The progression of APIs and microservices - Photon Infotech from Photon
From proprietary, ad hoc solutions (EAI) to open protocols (SOA & API), to increasingly secure microservices, enjoy the four-era history of modular APIs—and the disruptive companies that leveraged their potential.
Late ’90s: Enterprise Application Integration (EAI) services and models
- Without open protocols, proprietary platforms, and interfaces proliferated
- Most platforms were integration hubs using “bus” style methods to stitch apps together
- EAI addressed early integration and transactional challenges by using message-oriented middleware
Mid ’00s: Service Oriented Architecture (SOA) and best practices
- SOA supports open protocols like SOAP and WSDL for easier integration; EAI platforms begin to adopt them
- Standardized registries like UDDI automate dynamic discovery of application endpoints for consumers and publishers
- Economic challenges delay adoption of critical open protocols for security, transactions, and stability Service Oriented Architecture (SOA) and Best Practices Mid ’00s to Early ’10s
- EAI platforms start to support much of the same open standards suggested by SOA
- Larger vendors like Oracle (Fusion) and SAP (PI) support smaller EAI vendors who move to support business process management
Early ’10s: API platforms, SDKs, and API management
- REST and JSON become the mobile programming model, the de facto standard to consume back-end data
- New open protocols like OAuth support security features for browser-based and native applications alike
- Compared to SOA architecture, this stack proves to be light and agile while maintaining a similar feature set to SOAP/XML standards
- All three generations of these technologies co-exist today in a comprehensive architecture for omnichannel digital experiences
2015 to today: Microservice architecture, resilience, channel APIs and security
- The world is moving toward the next generation of HTTP, forging strategies to create small, cross-platform containers that host independent microservices
- New technologies like Node and Spring work well in this newer model, but advanced strategies like Docker provide isolation for different services
- Additional open source projects (like Hysterix for Resilience Architecture and JSON Web Tokens for key management) are filling in other pieces of the puzzle
- HTTP/2 will supercharge the API economy by providing multi-call payloads in a single connection, a nascent but big move for REST technologies
Connect with Photon to power great omnichannel experiences with APIs and microservices.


▸ INSTRUCTIONS FOR THE TASK
Below are entries to reproduce exactly, apart from their pictures.

▸ Source records
----
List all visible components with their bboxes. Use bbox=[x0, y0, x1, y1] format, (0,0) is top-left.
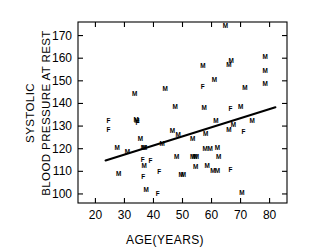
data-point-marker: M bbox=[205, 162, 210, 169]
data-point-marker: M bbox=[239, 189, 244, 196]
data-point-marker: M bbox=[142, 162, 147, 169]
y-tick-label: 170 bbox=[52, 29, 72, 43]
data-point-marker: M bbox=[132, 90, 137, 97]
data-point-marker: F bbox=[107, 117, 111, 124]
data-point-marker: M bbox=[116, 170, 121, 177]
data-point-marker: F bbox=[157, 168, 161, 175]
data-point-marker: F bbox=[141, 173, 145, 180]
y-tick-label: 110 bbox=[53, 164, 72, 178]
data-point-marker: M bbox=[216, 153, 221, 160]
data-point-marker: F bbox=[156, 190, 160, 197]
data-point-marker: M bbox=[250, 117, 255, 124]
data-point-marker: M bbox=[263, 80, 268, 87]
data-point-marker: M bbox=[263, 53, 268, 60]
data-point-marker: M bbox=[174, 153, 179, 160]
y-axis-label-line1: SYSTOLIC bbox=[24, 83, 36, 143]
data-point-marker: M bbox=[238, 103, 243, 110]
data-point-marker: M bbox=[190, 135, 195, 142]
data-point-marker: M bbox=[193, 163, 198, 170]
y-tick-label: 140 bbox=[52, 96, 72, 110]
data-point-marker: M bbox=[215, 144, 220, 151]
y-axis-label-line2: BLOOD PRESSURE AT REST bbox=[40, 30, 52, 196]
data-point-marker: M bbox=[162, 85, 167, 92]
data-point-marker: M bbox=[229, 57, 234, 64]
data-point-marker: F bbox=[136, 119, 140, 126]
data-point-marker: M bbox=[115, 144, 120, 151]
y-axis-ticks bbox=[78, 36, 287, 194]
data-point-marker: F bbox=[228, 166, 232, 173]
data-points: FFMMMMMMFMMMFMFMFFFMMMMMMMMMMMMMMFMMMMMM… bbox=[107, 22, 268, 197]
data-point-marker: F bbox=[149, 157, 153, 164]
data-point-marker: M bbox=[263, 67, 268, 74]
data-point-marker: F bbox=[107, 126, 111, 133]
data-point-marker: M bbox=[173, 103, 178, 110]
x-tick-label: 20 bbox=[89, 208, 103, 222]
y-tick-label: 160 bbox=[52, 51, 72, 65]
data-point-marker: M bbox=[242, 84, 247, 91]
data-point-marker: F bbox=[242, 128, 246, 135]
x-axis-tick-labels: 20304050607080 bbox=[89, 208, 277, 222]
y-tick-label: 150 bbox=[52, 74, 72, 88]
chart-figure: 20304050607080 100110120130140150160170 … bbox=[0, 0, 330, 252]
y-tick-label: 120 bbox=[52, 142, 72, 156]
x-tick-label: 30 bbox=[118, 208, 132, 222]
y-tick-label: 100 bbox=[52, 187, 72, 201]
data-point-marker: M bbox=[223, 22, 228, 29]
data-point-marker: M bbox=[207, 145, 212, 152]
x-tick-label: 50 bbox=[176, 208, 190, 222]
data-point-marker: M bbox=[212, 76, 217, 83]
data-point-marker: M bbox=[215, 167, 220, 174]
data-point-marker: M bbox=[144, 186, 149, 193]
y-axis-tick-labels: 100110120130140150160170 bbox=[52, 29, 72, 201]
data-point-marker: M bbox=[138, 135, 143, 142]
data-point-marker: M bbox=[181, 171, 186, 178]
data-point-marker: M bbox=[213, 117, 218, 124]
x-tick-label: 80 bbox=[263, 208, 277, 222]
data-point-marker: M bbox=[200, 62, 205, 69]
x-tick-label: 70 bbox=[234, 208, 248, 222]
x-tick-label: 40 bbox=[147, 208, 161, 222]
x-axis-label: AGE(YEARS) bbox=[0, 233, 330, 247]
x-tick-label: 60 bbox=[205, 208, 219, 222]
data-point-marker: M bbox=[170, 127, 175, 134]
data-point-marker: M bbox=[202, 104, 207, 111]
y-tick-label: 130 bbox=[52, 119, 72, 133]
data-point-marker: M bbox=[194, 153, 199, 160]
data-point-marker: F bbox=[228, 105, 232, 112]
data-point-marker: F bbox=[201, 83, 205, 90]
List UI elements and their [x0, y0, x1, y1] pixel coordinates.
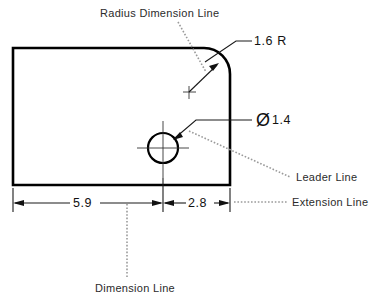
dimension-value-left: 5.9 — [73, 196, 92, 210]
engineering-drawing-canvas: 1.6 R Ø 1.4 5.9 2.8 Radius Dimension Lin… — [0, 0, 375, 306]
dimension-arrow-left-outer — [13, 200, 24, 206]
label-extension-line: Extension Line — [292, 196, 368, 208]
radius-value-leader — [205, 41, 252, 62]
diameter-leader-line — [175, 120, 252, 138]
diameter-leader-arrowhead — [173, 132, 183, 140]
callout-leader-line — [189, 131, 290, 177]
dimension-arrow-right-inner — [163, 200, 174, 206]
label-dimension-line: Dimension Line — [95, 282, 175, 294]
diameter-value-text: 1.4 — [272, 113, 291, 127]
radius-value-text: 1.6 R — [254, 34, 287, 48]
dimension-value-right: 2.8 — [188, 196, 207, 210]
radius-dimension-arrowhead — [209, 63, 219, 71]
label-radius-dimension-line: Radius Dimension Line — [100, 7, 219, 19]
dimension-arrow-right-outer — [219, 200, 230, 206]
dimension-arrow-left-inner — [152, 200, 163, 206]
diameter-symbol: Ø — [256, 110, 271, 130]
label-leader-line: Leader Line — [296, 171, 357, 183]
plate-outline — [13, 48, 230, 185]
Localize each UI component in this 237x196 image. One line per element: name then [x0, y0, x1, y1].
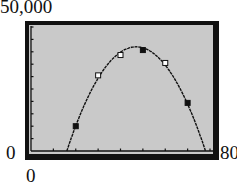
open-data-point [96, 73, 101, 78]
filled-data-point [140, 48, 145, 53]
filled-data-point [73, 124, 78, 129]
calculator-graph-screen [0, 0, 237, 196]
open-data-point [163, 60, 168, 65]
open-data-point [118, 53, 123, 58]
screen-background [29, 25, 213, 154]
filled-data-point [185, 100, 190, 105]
----
▸ PROBLEM SOLUTION
List all visible components with their bboxes. Use bbox=[x0, y0, x1, y1] format, (0,0) is top-left.
data-point-marker: M bbox=[205, 162, 210, 169]
data-point-marker: M bbox=[239, 189, 244, 196]
data-point-marker: M bbox=[142, 162, 147, 169]
y-tick-label: 170 bbox=[52, 29, 72, 43]
data-point-marker: M bbox=[132, 90, 137, 97]
data-point-marker: F bbox=[107, 117, 111, 124]
data-point-marker: M bbox=[116, 170, 121, 177]
data-point-marker: F bbox=[157, 168, 161, 175]
data-point-marker: F bbox=[141, 173, 145, 180]
y-tick-label: 110 bbox=[53, 164, 72, 178]
data-point-marker: M bbox=[216, 153, 221, 160]
data-point-marker: F bbox=[156, 190, 160, 197]
data-point-marker: M bbox=[250, 117, 255, 124]
data-point-marker: M bbox=[263, 80, 268, 87]
data-point-marker: M bbox=[263, 53, 268, 60]
data-point-marker: M bbox=[174, 153, 179, 160]
y-axis-label-line1: SYSTOLIC bbox=[24, 83, 36, 143]
data-point-marker: M bbox=[238, 103, 243, 110]
data-point-marker: M bbox=[190, 135, 195, 142]
data-point-marker: M bbox=[193, 163, 198, 170]
y-tick-label: 140 bbox=[52, 96, 72, 110]
data-point-marker: M bbox=[215, 144, 220, 151]
y-axis-label-line2: BLOOD PRESSURE AT REST bbox=[40, 30, 52, 196]
data-point-marker: M bbox=[162, 85, 167, 92]
data-point-marker: M bbox=[229, 57, 234, 64]
data-point-marker: F bbox=[136, 119, 140, 126]
data-point-marker: M bbox=[115, 144, 120, 151]
y-axis-ticks bbox=[78, 36, 287, 194]
data-point-marker: F bbox=[228, 166, 232, 173]
data-points: FFMMMMMMFMMMFMFMFFFMMMMMMMMMMMMMMFMMMMMM… bbox=[107, 22, 268, 197]
data-point-marker: F bbox=[149, 157, 153, 164]
data-point-marker: M bbox=[263, 67, 268, 74]
data-point-marker: F bbox=[107, 126, 111, 133]
data-point-marker: M bbox=[173, 103, 178, 110]
x-tick-label: 20 bbox=[89, 208, 103, 222]
y-tick-label: 160 bbox=[52, 51, 72, 65]
data-point-marker: M bbox=[242, 84, 247, 91]
data-point-marker: F bbox=[242, 128, 246, 135]
x-axis-tick-labels: 20304050607080 bbox=[89, 208, 277, 222]
y-tick-label: 150 bbox=[52, 74, 72, 88]
chart-figure: 20304050607080 100110120130140150160170 … bbox=[0, 0, 330, 252]
y-tick-label: 120 bbox=[52, 142, 72, 156]
x-tick-label: 30 bbox=[118, 208, 132, 222]
y-tick-label: 100 bbox=[52, 187, 72, 201]
data-point-marker: M bbox=[223, 22, 228, 29]
data-point-marker: M bbox=[207, 145, 212, 152]
x-tick-label: 50 bbox=[176, 208, 190, 222]
data-point-marker: M bbox=[212, 76, 217, 83]
data-point-marker: M bbox=[215, 167, 220, 174]
data-point-marker: M bbox=[144, 186, 149, 193]
y-axis-tick-labels: 100110120130140150160170 bbox=[52, 29, 72, 201]
data-point-marker: M bbox=[138, 135, 143, 142]
data-point-marker: M bbox=[181, 171, 186, 178]
data-point-marker: M bbox=[213, 117, 218, 124]
x-tick-label: 80 bbox=[263, 208, 277, 222]
data-point-marker: M bbox=[200, 62, 205, 69]
x-tick-label: 70 bbox=[234, 208, 248, 222]
x-tick-label: 40 bbox=[147, 208, 161, 222]
x-axis-label: AGE(YEARS) bbox=[0, 233, 330, 247]
x-tick-label: 60 bbox=[205, 208, 219, 222]
data-point-marker: M bbox=[170, 127, 175, 134]
data-point-marker: M bbox=[202, 104, 207, 111]
y-tick-label: 130 bbox=[52, 119, 72, 133]
data-point-marker: M bbox=[194, 153, 199, 160]
data-point-marker: F bbox=[228, 105, 232, 112]
data-point-marker: F bbox=[201, 83, 205, 90]
List UI elements and their [x0, y0, x1, y1] pixel coordinates.
dimension-value-left: 5.9 — [73, 196, 92, 210]
engineering-drawing-canvas: 1.6 R Ø 1.4 5.9 2.8 Radius Dimension Lin… — [0, 0, 375, 306]
dimension-arrow-left-outer — [13, 200, 24, 206]
label-extension-line: Extension Line — [292, 196, 368, 208]
radius-value-leader — [205, 41, 252, 62]
diameter-leader-line — [175, 120, 252, 138]
diameter-leader-arrowhead — [173, 132, 183, 140]
callout-leader-line — [189, 131, 290, 177]
dimension-arrow-right-inner — [163, 200, 174, 206]
label-dimension-line: Dimension Line — [95, 282, 175, 294]
diameter-value-text: 1.4 — [272, 113, 291, 127]
radius-value-text: 1.6 R — [254, 34, 287, 48]
dimension-value-right: 2.8 — [188, 196, 207, 210]
radius-dimension-arrowhead — [209, 63, 219, 71]
label-radius-dimension-line: Radius Dimension Line — [100, 7, 219, 19]
dimension-arrow-right-outer — [219, 200, 230, 206]
dimension-arrow-left-inner — [152, 200, 163, 206]
diameter-symbol: Ø — [256, 110, 271, 130]
label-leader-line: Leader Line — [296, 171, 357, 183]
plate-outline — [13, 48, 230, 185]
Localize each UI component in this 237x196 image. One line per element: name then [x0, y0, x1, y1].
open-data-point [96, 73, 101, 78]
filled-data-point [140, 48, 145, 53]
filled-data-point [73, 124, 78, 129]
calculator-graph-screen [0, 0, 237, 196]
open-data-point [163, 60, 168, 65]
open-data-point [118, 53, 123, 58]
screen-background [29, 25, 213, 154]
filled-data-point [185, 100, 190, 105]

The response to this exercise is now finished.